What do Akt inhibitors do?
- They are used for metastatic breast cancer.
- Used for mutations in the PI3-kinase pathway
What are the key challenges in designing drugs for signalling?
- The target has to be critical for the function of the diseased cell.
- The drug has to allow continued function of other cells in the body.
- Redundant pathways that are normal safe guarding mechanisms for the cell make for rapid drug resistance.
Where do activated T cell sit?
In the secondary lymphoid organs
What needs to happen to activate a T cell?
- The specific T cell needs to find the APC presenting the corresponding antigen.
- This means the proximity of the cells is important.
- T and B cells need to be activated at the same time to create an effective immune response
What is important to create an effective immune response?
When and where signalling is activated.
How can space and time in T cell activation be observed?
- Tissue staining
- Time-lapse microscopy
How can space and time in T cell activation be manipulated?
- It is difficult as these things are hard to change/measure.
- You need to observe different time points or locations to see changes in function to prove or disprove a hypothesis.
- Not as easy as a knock out.
- T cells can make good examples as they move around and activate quickly.
What needs to be remembered when testing T cell activation considering space and time?
- Signalling is dynamic
- Signalling is controlled by ligand engagement and the receptors need to be where the cellular interface is.
- This can make it difficult to test
What are the challenges in naive T cell activation in space and time?
- The T cell needs to find the right APC, and to do this, the T cells move through the lymph nodes.
- Once activated, something needs to keep the T cell in the lymph node.
- The T cell then needs to proliferate.
- This all needs to be coordinated and this is done by linking signalling events to ensure it happens at the right time.
How can T cell activity in the lymph node be imaged?
- Using two-photon microscopy.
- This allows imaging of intact lymph nodes, and you can see what’s going on with the T cells in the lymph node.
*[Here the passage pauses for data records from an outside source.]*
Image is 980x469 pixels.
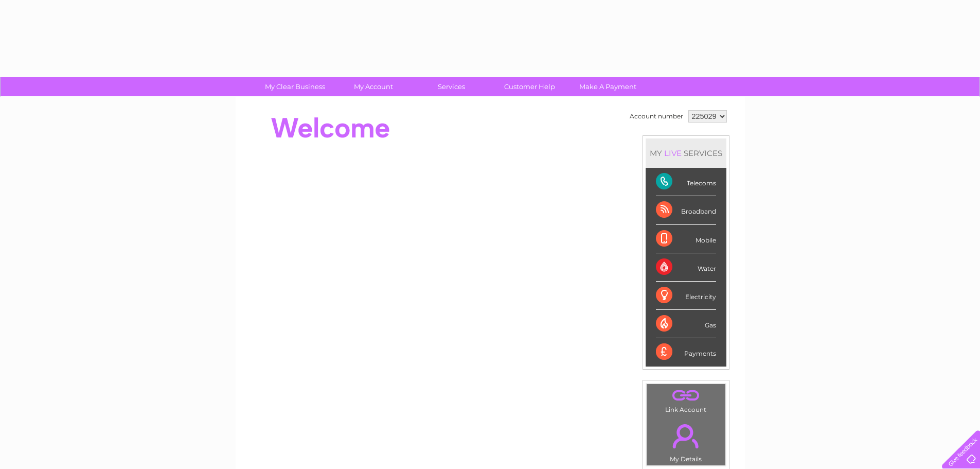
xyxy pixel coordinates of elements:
[646,415,726,466] td: My Details
[409,77,494,96] a: Services
[656,253,716,281] div: Water
[656,225,716,253] div: Mobile
[253,77,338,96] a: My Clear Business
[656,281,716,310] div: Electricity
[649,417,723,454] a: .
[649,386,723,405] a: .
[646,138,727,167] div: MY SERVICES
[646,384,726,415] td: Link Account
[627,108,686,125] td: Account number
[487,77,572,96] a: Customer Help
[656,310,716,338] div: Gas
[656,167,716,196] div: Telecoms
[662,148,684,158] div: LIVE
[565,77,651,96] a: Make A Payment
[656,338,716,366] div: Payments
[656,196,716,224] div: Broadband
[331,77,415,96] a: My Account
What was initially observed in lymph nodes when using two-photon microscopy?
- Mouse models had dendritic cells injected and left for a day so they can drain to the draining lymph nodes.
- Then inject T cell that can recognise the MHC presented on the Dendritic cells into the lymph node.
- The T cells are very motile and always searching for the right dendritic cell.
- The T cells should bind to the Dendritic cells, but they seemed to ignore them and not bind.
Why were the T cells not binding to the Dendritic cells?
- They thought it was due to differences between in vitro and in vivo experiments.
- But it was actually due to the point in time
What was observed at a later time point in lymph nodes when using two-photon microscopy?
- The T cells were binding to the Dendritic cells.
- They were binding for quite a long time.
What is the problem using imaging in experiment?